Marian Anderson, the legendary African American contralto, sang at the Lincoln Memorial on Easter Sunday in 1939 after she was refused a performance at Washington’s Constitution Hall by the Daughters of the American Revolution because she was black. Over 75,000 people attended the performance, which was broadcast live on the radio and arranged in part by First Lady Eleanor Roosevelt with the support of her husband, President Franklin D.
Through her work, South African art activist Athenkosi Kwinana aspires to deepen the understanding of Albinism in her native country, where she has faced discrimination in most aspects of her life from childhood days on. Working with both drawing and printmaking, Kwinana creates large self-portraits that aim to constructively reimagine the representation of Albinism in the country’s black communities and African contemporary art as whole.
Alexandria "Lexi" Aniyah Rubio was looking forward to playing volleyball when she got to junior high.
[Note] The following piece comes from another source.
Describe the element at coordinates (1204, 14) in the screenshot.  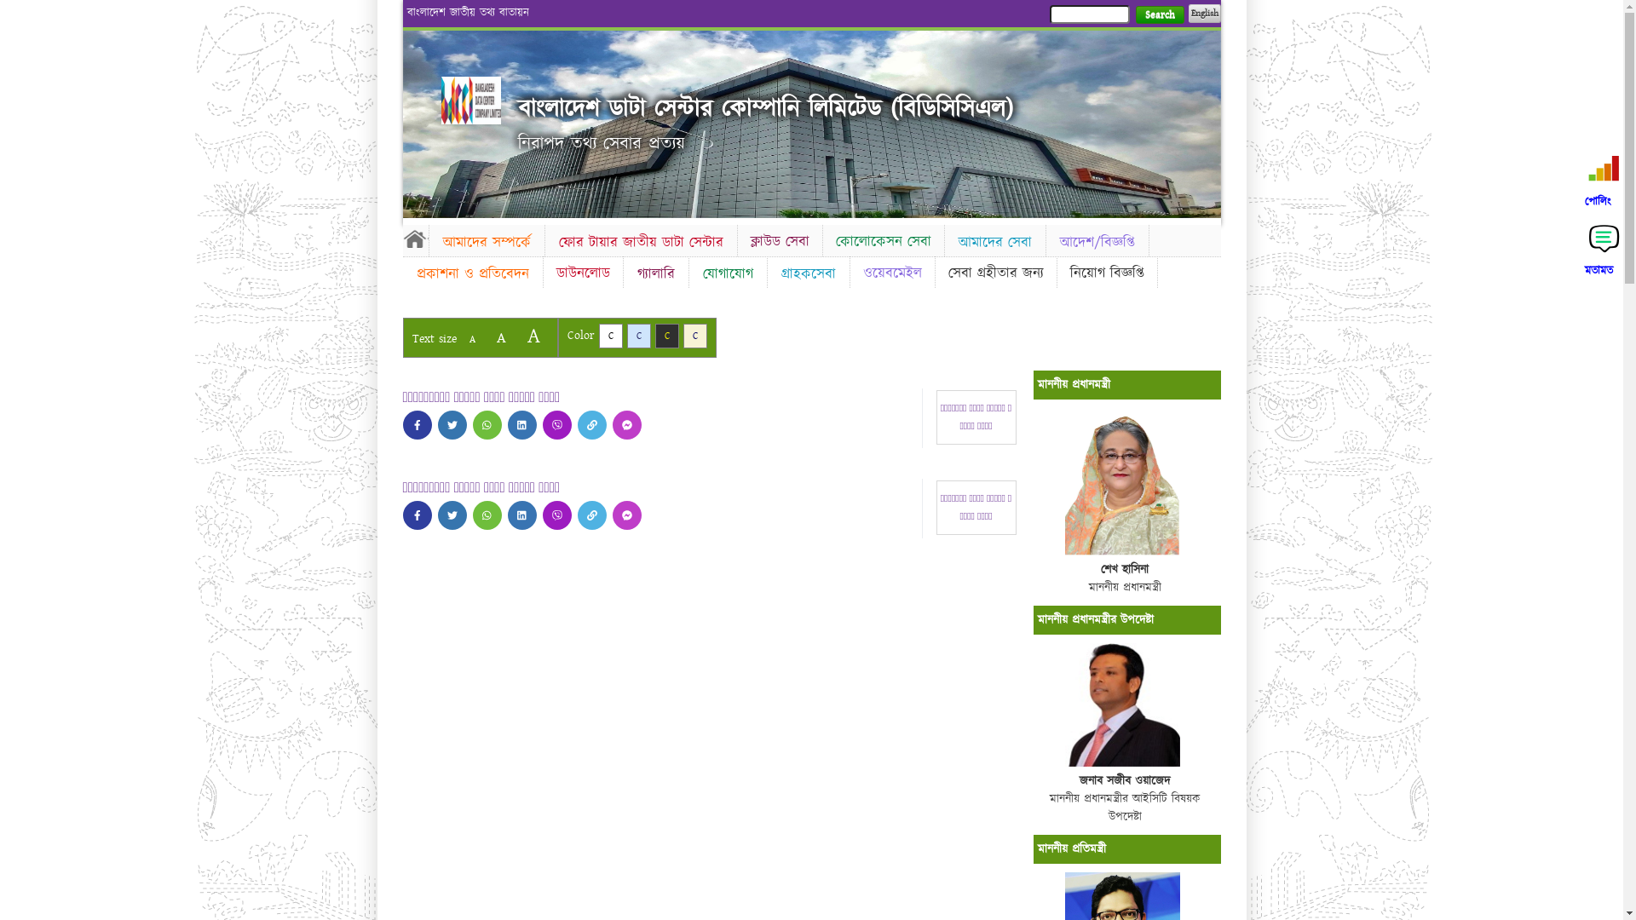
I see `English` at that location.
She dreamed of going to law school one day, and she loved astrology, butterflies, and the color yellow.
The Quilt was conceived in November of 1985 by long-time human rights activist, author and lecturer Cleve Jones. Since the 1978 assassinations of gay San Francisco Supervisor Harvey Milk and Mayor George Moscone, Jones had helped organize the annual candlelight march honoring these men. While planning the 1985 march, he learned that over 1,000 San Franciscans had been lost to AIDS.
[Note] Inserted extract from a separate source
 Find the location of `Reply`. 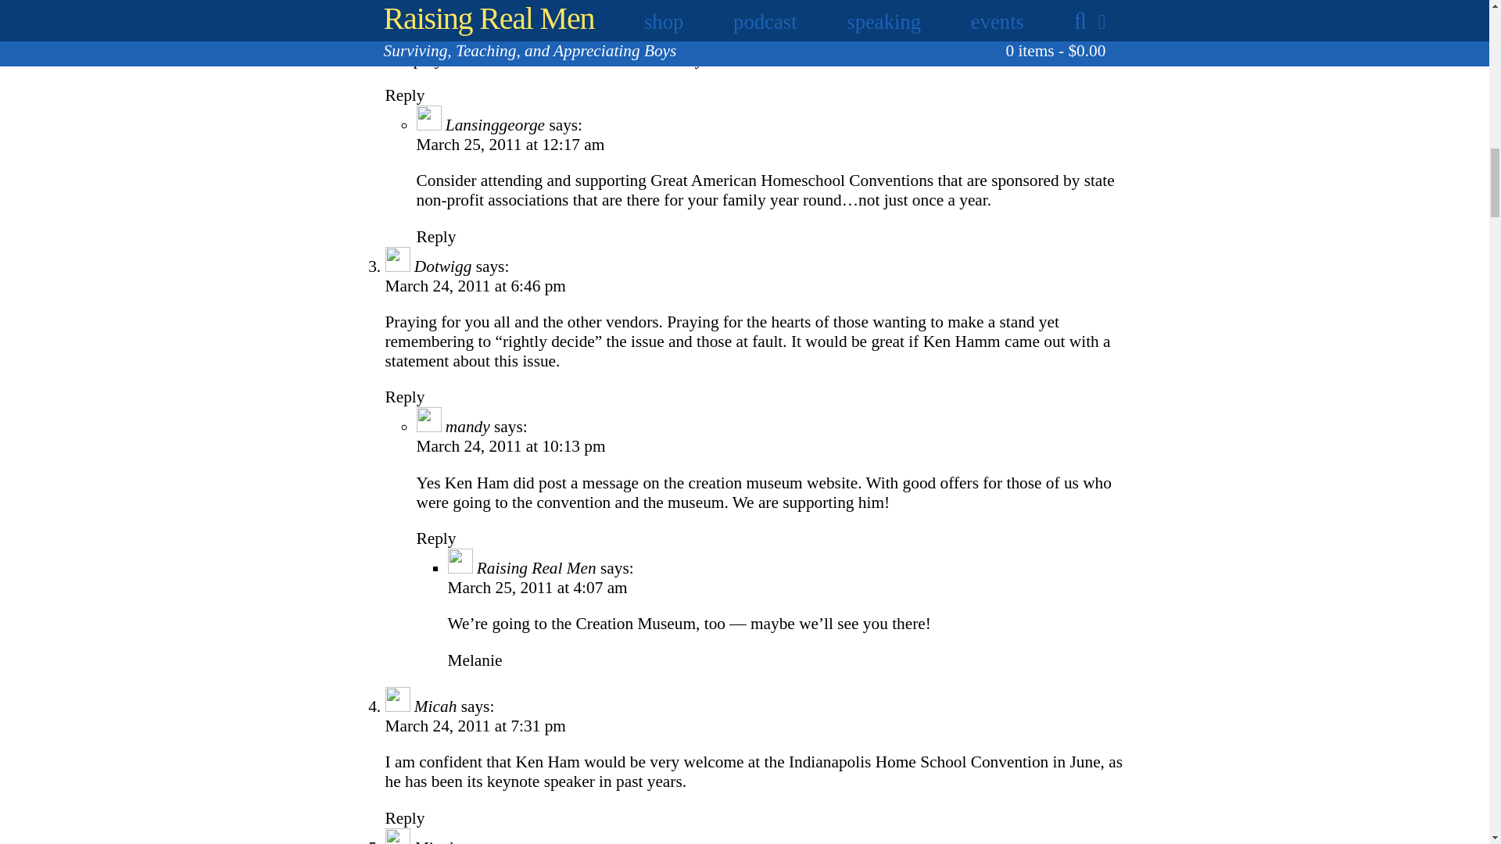

Reply is located at coordinates (404, 95).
*We would like to thank everyone who who participated in a very successful first Butterflies for Bealtaine*
For the month of May, we invited all ages to creatively respond to the theme of The Butterfly and to share a change they wish for on a personal, community or global level.
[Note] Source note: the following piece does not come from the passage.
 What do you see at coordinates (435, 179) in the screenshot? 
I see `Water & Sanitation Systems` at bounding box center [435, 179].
In Ireland as in many parts of the world we have been in a quarantine situation because of the global pandemic. This environment informed our project.
It is a clear, fresh New York night in March 1939. You're on a date and you've decided to investigate a new club in a former speakeasy on West 4th Street: Cafe Society, which calls itself "The Wrong Place for the Right People".
In 2023, it is impossible to be an apolitical artist in Eastern Europe. As war rages on in Ukraine, art serves as a powerful and necessary tool, according the members of the Sunflower Solidary Community Center in Warsaw: Maria Beburia, Sebastian Cichocki, Kuba Depczyński, Taras Gembik, Yulia Krivich, Kaja Kusztra, Natalia Sielewicz, and Bogna Stefańska.
In this article, author Caroline Choi highlights different grafiti artists and their stories. These artists use their talent to tell their stories, ones that might not get to be told otherwise. She goes into the history of grafiti, and how it ties into how rich and white the art world has become.
A watermelon filter on TikTok is allowing users to raise funds to support civilians in Gaza, where more than 11,000 people have been killed since Israel began an offensive military attack on the Gaza Strip in October, after a Hamas attack killed 1,400 people in Israel and saw roughly 200 civilians taken hostage.